Some of us, and I include myself in this group, may not live long enough to see the project completed at the present rate of progress, there is so much to publish, and we are considering ramping up the publishing programme so that we could have additional weekly releases, say on Wednesday’s, or even twice a mid-week, such as Tuesday’s and Thursday’s, giving us three times the present volume.  To offset that suggestion of course, is that from about a month’s time the articles themselves become much longer, and we don’t want our readers to suffer overload.  What do you think dear reader ?

Your comments would be much appreciated.

Winter ’14 publishing schedule

Here is this winter’s publishing schedule

  • October 5 – 10 July 1922, Manchester Ship Canal
  • October 12 – 13 July 1922, Flixton and Urmston
  • October 19 – 15 July 1922, Castle Mill
  • October 26 – 17 July 1922, Warburton
  • November 2 – 22 July 1922, Thelwall and Lymm
  • November 9 – 27 July 1922, Bolton Moors
  • November 19 – 30 July 1922, Northeast Cheshire
  • November 23 – 5 August 1922, Sale and Baguley
  • November 30 – 13 August 1922, Boothstown and Blackrod
  • December 7 – 19 August 1922, Chelford and Knutsford
  • December 14 – 20 August 1922, Culcheth
  • December 23 – 26 August 1922, Llangollen
  • December 28 – 27 August 1922, Langollen to Bolton

Revitalising the website

It is good to have David back from his summer travels. It means that we can find the time to sit down together again (albeit separated by almost 200 miles) and do some proper planning for the next developments of the website – and some much needed maintenance!

My plan is to try and keep you updated, through this channel, of what you have to look forward to over the coming weeks and months. I hope that you will find what we have planned for you as exciting as we do. Here are some of the headlines, but I’ll also add other posts to fill in some of the detail as well.

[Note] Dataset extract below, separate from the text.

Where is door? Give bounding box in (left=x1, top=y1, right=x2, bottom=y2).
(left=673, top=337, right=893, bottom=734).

  • We are currently working our way through a backlog of items from 1922 – see a forthcoming post from David on this
  • The ‘Book” pages are currently undergoing a revamp, not least to take into the fact there are now two volumes with the third well on its way
  • Opening up a whole new ‘regional’ area of the website – see another post from David on the rationale for this

As always we welcome your feedback so please don’t be shy. You can tell us what you think by clicking on the reply button below.

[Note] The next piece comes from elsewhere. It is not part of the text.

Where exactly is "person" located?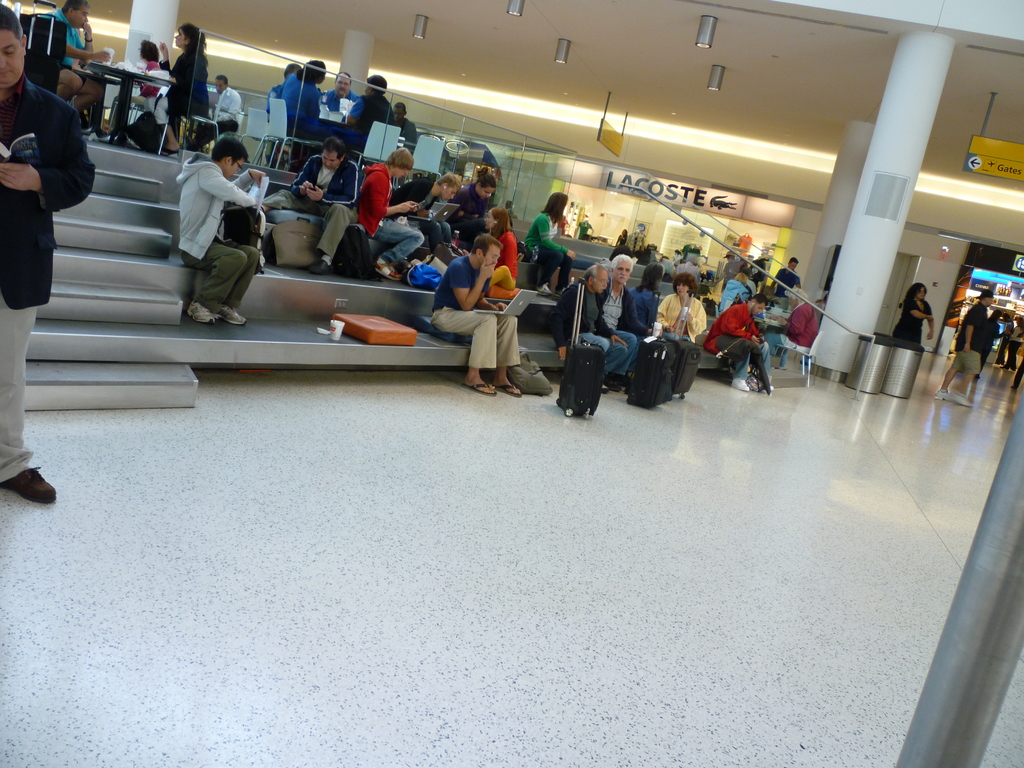
Its bounding box is 655, 267, 704, 349.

Some insight on Charlie’s early writing

In a recent email from David he dropped in these comments

I know the current releases are short and scrappy in the main, but that is because Charlie was just getting into his stride as a teenager. It is almost behind us now …

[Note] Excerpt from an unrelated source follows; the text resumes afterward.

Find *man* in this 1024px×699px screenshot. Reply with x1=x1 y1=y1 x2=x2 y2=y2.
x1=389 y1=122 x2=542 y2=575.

Charlie’s output for his first year of keeping a journal was a total of 34 pages. 1923 a total of 93 pages 1924 a total of 167 pages including his first efforts at sketching. 1925 comes to 260 pages!

Lots of material and none of those years contain articles scheduled for Books.

Our dedicated band of followers may only be small but I hope that this whets your appetite and keeps you looking forward to what is to come in the future.

Autumn Schedule notification

I have just received details from David of the articles that will be released over the next couple of months and I wanted to share these with you now.

I haven’t had a chance to look through this list yet to see if there is an underlying theme. Maybe you can spot one, or maybe David will let us in on it in due course.

January ‘Cycling World’

The January edition of ‘Cycling World‘ (on sale at most W H Smith branches) has really done Charlie Chadwick proud.  A six page spread which includes reproducing Charlie’s entertaining story set in the Lake District titled ‘In Festive Mood’ describing a New Year We.R.7 break in Patterdale in 1928.

Quite apart from an informed review of our first Charlie Chadwick volume, there is a full page biography of Charlie including his nineteen fifties passport photograph in a very striking suit (also reproduced here), a mode of dress I would never associate with Charlie.

The New Year holiday at Patterdale reads just like the clubrun/hostel weekends I remember so well from my youth, and all the antics they get up to in just a few days in the Lakes makes very good reading.  That is Charlie’s gift to us – the ability to bring the past to life in a way that we can relate to.